'Æmil.' Why, the wrong is but a wrong i' the world; and having the
world for your labour,'tis a wrong in your own world, and you might
quickly make it right.
Warburton's note.
What any other man, who had learning enough, might have quoted as a playful and witty illustration of his remarks against the Calvinistic 'thesis', Warburton gravely attributes to Shakspeare as intentional; and this, too, in the mouth of a lady's woman!
Act v. last scene. Othello's speech:—
—Of one, whose hand,
Like the base Indian, threw a pearl away
Richer than all his tribe, &c.
Theobald's note from Warburton.
Thus it is for no-poets to comment on the greatest of poets! To make Othello say that he, who had killed his wife, was like Herod who killed Mariamne!—O, how many beauties, in this one line, were impenetrable to the ever thought-swarming, but idealess, Warburton! Othello wishes to excuse himself on the score of ignorance, and yet not to excuse himself,—to excuse himself by accusing. This struggle of feeling is finely conveyed in the word 'base,' which is applied to the rude Indian, not in his own character, but as the momentary representative of Othello's. 'Indian'—for I retain the old reading—means American, a savage 'in genere'.
Finally, let me repeat that Othello does not kill Desdemona in jealousy, but in a conviction forced upon him by the almost superhuman art of Iago, such a conviction as any man would and must have entertained who had believed Iago's honesty as Othello did. We, the audience, know that Iago is a villain from the beginning; but in considering the essence of the Shakspearian Othello, we must perseveringly place ourselves in his situation, and under his circumstances. Then we shall immediately feel the fundamental difference between the solemn agony of the noble Moor, and the wretched fishing jealousies of Leontes, and the morbid suspiciousness of Leonatus, who is, in other respects, a fine character.
Othello had no life but in Desdemona:—the belief that she, his angel, had fallen from the heaven of her native innocence, wrought a civil war in his heart. She is his counterpart; and, like him, is almost sanctified in our eyes by her absolute unsuspiciousness, and holy entireness of love. As the curtain drops, which do we pity the most?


> Directions
The answer must consist of every line below containing "type".

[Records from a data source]
=== Section Start ===

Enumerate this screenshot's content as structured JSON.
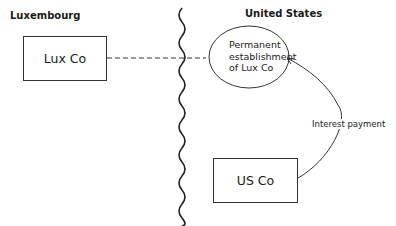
{
  "regions": {
    "left": {
      "label": "Luxembourg"
    },
    "right": {
      "label": "United States"
    }
  },
  "nodes": {
    "lux_co": {
      "label": "Lux Co"
    },
    "permanent_establishment": {
      "lines": [
        "Permanent",
        "establishment",
        "of Lux Co"
      ]
    },
    "us_co": {
      "label": "US Co"
    }
  },
  "edges": {
    "lux_to_pe": {
      "style": "dashed"
    },
    "us_to_pe": {
      "label": "Interest payment",
      "style": "solid-arrow"
    }
  },
  "colors": {
    "line": "#333333",
    "background": "#ffffff"
  }
}
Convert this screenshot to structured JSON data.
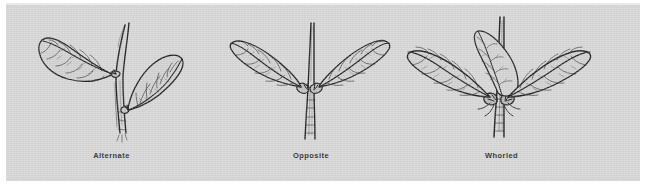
{
  "figure": {
    "kind": "botanical-line-drawing-plate",
    "background_color": "#d6d6d6",
    "page_color": "#ffffff",
    "ink_color": "#1e1e1e"
  },
  "panels": [
    {
      "id": "alternate",
      "caption": "Alternate",
      "leaf_count": 2,
      "description": "Leaves attached singly at staggered nodes along the stem",
      "icon": "leaf-icon"
    },
    {
      "id": "opposite",
      "caption": "Opposite",
      "leaf_count": 2,
      "description": "Two leaves attached directly across from each other at the same node",
      "icon": "leaf-icon"
    },
    {
      "id": "whorled",
      "caption": "Whorled",
      "leaf_count": 3,
      "description": "Three leaves radiating from a single node around the stem",
      "icon": "leaf-icon"
    }
  ]
}
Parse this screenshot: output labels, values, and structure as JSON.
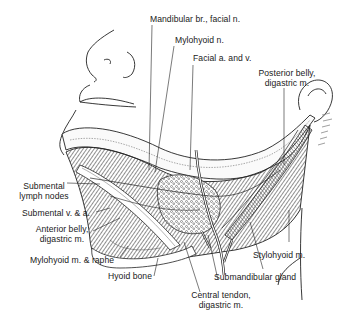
{
  "figure": {
    "labels": {
      "mandibular_branch": "Mandibular br., facial n.",
      "mylohyoid_nerve": "Mylohyoid n.",
      "facial_artery_vein": "Facial a. and v.",
      "posterior_belly_line1": "Posterior belly,",
      "posterior_belly_line2": "digastric m.",
      "submental_nodes_line1": "Submental",
      "submental_nodes_line2": "lymph nodes",
      "submental_vessels": "Submental v. & a.",
      "anterior_belly_line1": "Anterior belly,",
      "anterior_belly_line2": "digastric m.",
      "mylohyoid_raphe": "Mylohyoid m. & raphe",
      "hyoid_bone": "Hyoid bone",
      "stylohyoid": "Stylohyoid m.",
      "submandibular_gland": "Submandibular gland",
      "central_tendon_line1": "Central tendon,",
      "central_tendon_line2": "digastric m."
    },
    "colors": {
      "ink": "#1a1a1a",
      "background": "#ffffff",
      "hatch": "#3a3a3a"
    }
  }
}
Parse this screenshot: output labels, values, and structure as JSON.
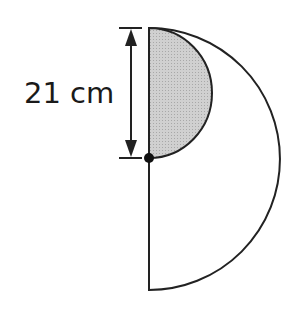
{
  "diagram": {
    "type": "geometry",
    "dimension_label": "21 cm",
    "dimension_refers_to": "diameter of small shaded semicircle",
    "shapes": {
      "large_semicircle": {
        "fill": "#ffffff",
        "stroke": "#222222"
      },
      "small_semicircle": {
        "fill": "#c8c8c8",
        "stroke": "#222222",
        "shaded": true
      },
      "center_point": {
        "fill": "#111111"
      }
    }
  }
}
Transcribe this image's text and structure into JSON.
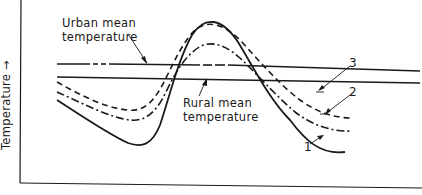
{
  "diagram": {
    "type": "schematic temperature curves",
    "y_axis_label": "Temperature →",
    "x_axis_label": "",
    "annotations": {
      "urban_label_line1": "Urban mean",
      "urban_label_line2": "temperature",
      "rural_label_line1": "Rural mean",
      "rural_label_line2": "temperature"
    },
    "curves": [
      {
        "id": "1",
        "label": "1",
        "style": "solid"
      },
      {
        "id": "2",
        "label": "2",
        "style": "dash-dot"
      },
      {
        "id": "3",
        "label": "3",
        "style": "dashed"
      }
    ],
    "reference_lines": [
      {
        "name": "Urban mean temperature",
        "style": "solid with dash-dot segment"
      },
      {
        "name": "Rural mean temperature",
        "style": "solid"
      }
    ],
    "colors": {
      "ink": "#1a1a1a",
      "background": "#ffffff"
    }
  }
}
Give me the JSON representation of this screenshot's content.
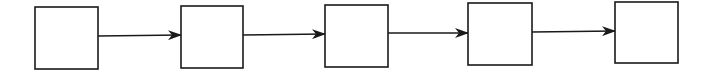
{
  "diagram": {
    "type": "linear-flow",
    "stroke_color": "#1a1a1a",
    "fill_color": "#ffffff",
    "nodes": [
      {
        "id": "box-1",
        "label": "",
        "x": 35,
        "y": 7,
        "w": 63,
        "h": 62
      },
      {
        "id": "box-2",
        "label": "",
        "x": 181,
        "y": 6,
        "w": 62,
        "h": 62
      },
      {
        "id": "box-3",
        "label": "",
        "x": 325,
        "y": 5,
        "w": 63,
        "h": 62
      },
      {
        "id": "box-4",
        "label": "",
        "x": 468,
        "y": 3,
        "w": 64,
        "h": 62
      },
      {
        "id": "box-5",
        "label": "",
        "x": 615,
        "y": 2,
        "w": 63,
        "h": 61
      }
    ],
    "edges": [
      {
        "from": "box-1",
        "to": "box-2",
        "x1": 98,
        "y1": 36,
        "x2": 181,
        "y2": 35
      },
      {
        "from": "box-2",
        "to": "box-3",
        "x1": 243,
        "y1": 35,
        "x2": 325,
        "y2": 34
      },
      {
        "from": "box-3",
        "to": "box-4",
        "x1": 388,
        "y1": 33,
        "x2": 468,
        "y2": 33
      },
      {
        "from": "box-4",
        "to": "box-5",
        "x1": 532,
        "y1": 32,
        "x2": 615,
        "y2": 31
      }
    ]
  }
}
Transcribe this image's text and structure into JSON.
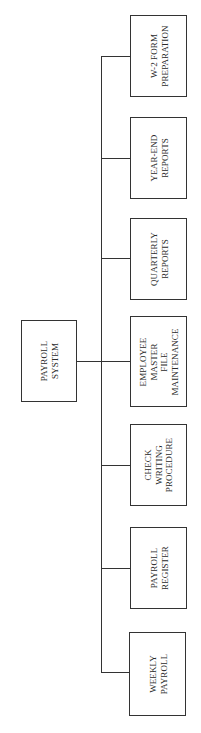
{
  "diagram": {
    "type": "hierarchy-chart",
    "orientation": "rotated-90-ccw",
    "root": {
      "id": "payroll-system",
      "lines": [
        "PAYROLL",
        "SYSTEM"
      ]
    },
    "children": [
      {
        "id": "w2-form-preparation",
        "lines": [
          "W-2 FORM",
          "PREPARATION"
        ]
      },
      {
        "id": "year-end-reports",
        "lines": [
          "YEAR-END",
          "REPORTS"
        ]
      },
      {
        "id": "quarterly-reports",
        "lines": [
          "QUARTERLY",
          "REPORTS"
        ]
      },
      {
        "id": "employee-master-file-maintenance",
        "lines": [
          "EMPLOYEE",
          "MASTER",
          "FILE",
          "MAINTENANCE"
        ]
      },
      {
        "id": "check-writing-procedure",
        "lines": [
          "CHECK",
          "WRITING",
          "PROCEDURE"
        ]
      },
      {
        "id": "payroll-register",
        "lines": [
          "PAYROLL",
          "REGISTER"
        ]
      },
      {
        "id": "weekly-payroll",
        "lines": [
          "WEEKLY",
          "PAYROLL"
        ]
      }
    ],
    "colors": {
      "line": "#333333",
      "text": "#2a2a2a",
      "background": "#ffffff"
    }
  }
}
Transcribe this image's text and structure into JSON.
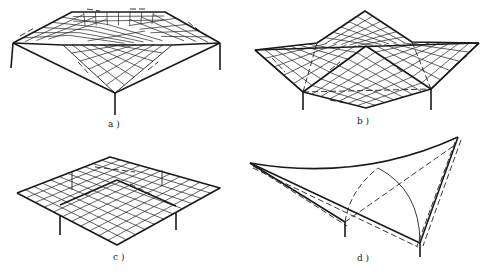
{
  "figure": {
    "panels": [
      {
        "id": "a",
        "label": "a )",
        "description": "Four-point supported hipped lattice shell, deformed shape"
      },
      {
        "id": "b",
        "label": "b )",
        "description": "Folded plate lattice with central peak, deformed shape"
      },
      {
        "id": "c",
        "label": "c )",
        "description": "Flat lattice plate on four supports, deformed shape"
      },
      {
        "id": "d",
        "label": "d )",
        "description": "Hyperbolic paraboloid membrane with dashed deformed outline"
      }
    ]
  }
}
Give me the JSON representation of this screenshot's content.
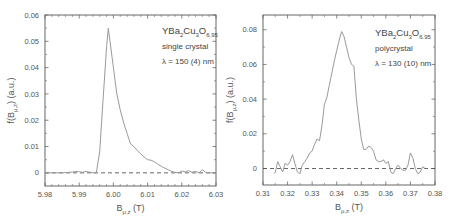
{
  "chart_data": [
    {
      "type": "line",
      "title": "",
      "annotation": {
        "formula": {
          "base": "YBa",
          "s1": "2",
          "mid": "Cu",
          "s2": "3",
          "o": "O",
          "s3": "6.95"
        },
        "line2": "single crystal",
        "line3": "λ = 150 (4) nm"
      },
      "xlabel": {
        "main": "B",
        "sub": "μ,z",
        "unit": " (T)"
      },
      "ylabel": {
        "main": "f(B",
        "sub": "μ,z",
        "unit": ") (a.u.)"
      },
      "xlim": [
        5.98,
        6.03
      ],
      "ylim": [
        -0.005,
        0.06
      ],
      "xticks": [
        "5.98",
        "5.99",
        "6.00",
        "6.01",
        "6.02",
        "6.03"
      ],
      "yticks": [
        "0",
        "0.01",
        "0.02",
        "0.03",
        "0.04",
        "0.05",
        "0.06"
      ],
      "grid": false,
      "baseline": {
        "y": 0,
        "style": "dashed"
      },
      "series": [
        {
          "name": "single crystal",
          "x": [
            5.98,
            5.985,
            5.988,
            5.989,
            5.99,
            5.991,
            5.992,
            5.993,
            5.994,
            5.995,
            5.996,
            5.997,
            5.998,
            5.9985,
            5.999,
            6.0,
            6.001,
            6.002,
            6.003,
            6.004,
            6.005,
            6.006,
            6.007,
            6.008,
            6.009,
            6.01,
            6.011,
            6.012,
            6.013,
            6.014,
            6.015,
            6.016,
            6.017,
            6.018,
            6.019,
            6.02,
            6.021,
            6.022,
            6.023,
            6.024,
            6.025,
            6.026,
            6.027,
            6.028,
            6.03
          ],
          "y": [
            0,
            0,
            0.0003,
            0.0006,
            0.0004,
            0.0002,
            0.0005,
            0.0003,
            0,
            0,
            0.008,
            0.028,
            0.048,
            0.055,
            0.05,
            0.04,
            0.03,
            0.024,
            0.019,
            0.015,
            0.011,
            0.01,
            0.0085,
            0.0072,
            0.006,
            0.005,
            0.0048,
            0.0042,
            0.0033,
            0.0025,
            0.0018,
            0.0012,
            0.0006,
            0.0002,
            0,
            0.0007,
            0.0004,
            0.0008,
            0.0002,
            0.0006,
            0,
            0.0012,
            0.0002,
            0,
            0
          ]
        }
      ]
    },
    {
      "type": "line",
      "title": "",
      "annotation": {
        "formula": {
          "base": "YBa",
          "s1": "2",
          "mid": "Cu",
          "s2": "3",
          "o": "O",
          "s3": "6.95"
        },
        "line2": "polycrystal",
        "line3": "λ = 130 (10) nm"
      },
      "xlabel": {
        "main": "B",
        "sub": "μ,z",
        "unit": " (T)"
      },
      "ylabel": {
        "main": "f(B",
        "sub": "μ,z",
        "unit": ") (a.u.)"
      },
      "xlim": [
        0.31,
        0.38
      ],
      "ylim": [
        -0.0095,
        0.0885
      ],
      "xticks": [
        "0.31",
        "0.32",
        "0.33",
        "0.34",
        "0.35",
        "0.36",
        "0.37",
        "0.38"
      ],
      "yticks": [
        "0",
        "0.02",
        "0.04",
        "0.06",
        "0.08"
      ],
      "grid": false,
      "baseline": {
        "y": 0,
        "style": "dashed"
      },
      "series": [
        {
          "name": "polycrystal",
          "x": [
            0.3145,
            0.315,
            0.316,
            0.317,
            0.318,
            0.319,
            0.32,
            0.321,
            0.322,
            0.323,
            0.324,
            0.325,
            0.326,
            0.327,
            0.328,
            0.329,
            0.33,
            0.331,
            0.332,
            0.333,
            0.334,
            0.335,
            0.336,
            0.337,
            0.338,
            0.339,
            0.34,
            0.341,
            0.342,
            0.343,
            0.344,
            0.345,
            0.346,
            0.347,
            0.348,
            0.349,
            0.35,
            0.351,
            0.352,
            0.353,
            0.354,
            0.355,
            0.356,
            0.357,
            0.358,
            0.359,
            0.36,
            0.361,
            0.362,
            0.363,
            0.364,
            0.365,
            0.366,
            0.367,
            0.368,
            0.369,
            0.37,
            0.371,
            0.372,
            0.373,
            0.374,
            0.375,
            0.376
          ],
          "y": [
            -0.003,
            -0.002,
            0.004,
            0.001,
            -0.002,
            0.003,
            0.002,
            0.004,
            0.008,
            0.003,
            -0.002,
            -0.003,
            0.002,
            0.004,
            0.006,
            0.009,
            0.01,
            0.014,
            0.017,
            0.016,
            0.025,
            0.037,
            0.041,
            0.048,
            0.055,
            0.062,
            0.068,
            0.074,
            0.079,
            0.076,
            0.07,
            0.064,
            0.06,
            0.059,
            0.04,
            0.028,
            0.017,
            0.011,
            0.011,
            0.013,
            0.012,
            0.01,
            0.005,
            0.004,
            0.004,
            0.005,
            0.003,
            0.004,
            -0.002,
            -0.003,
            0.0,
            0.002,
            0.0,
            -0.001,
            -0.001,
            0.002,
            0.009,
            0.006,
            0.0,
            -0.003,
            -0.002,
            0.001,
            0.0
          ]
        }
      ]
    }
  ]
}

=== Section End ===

> Solved exercise
    "type": "geometry",
    "type": "schematic temperature curves",
    "type": "linear-flow",
    "type": "hierarchy-chart",
      "type": "line",
      "type": "line",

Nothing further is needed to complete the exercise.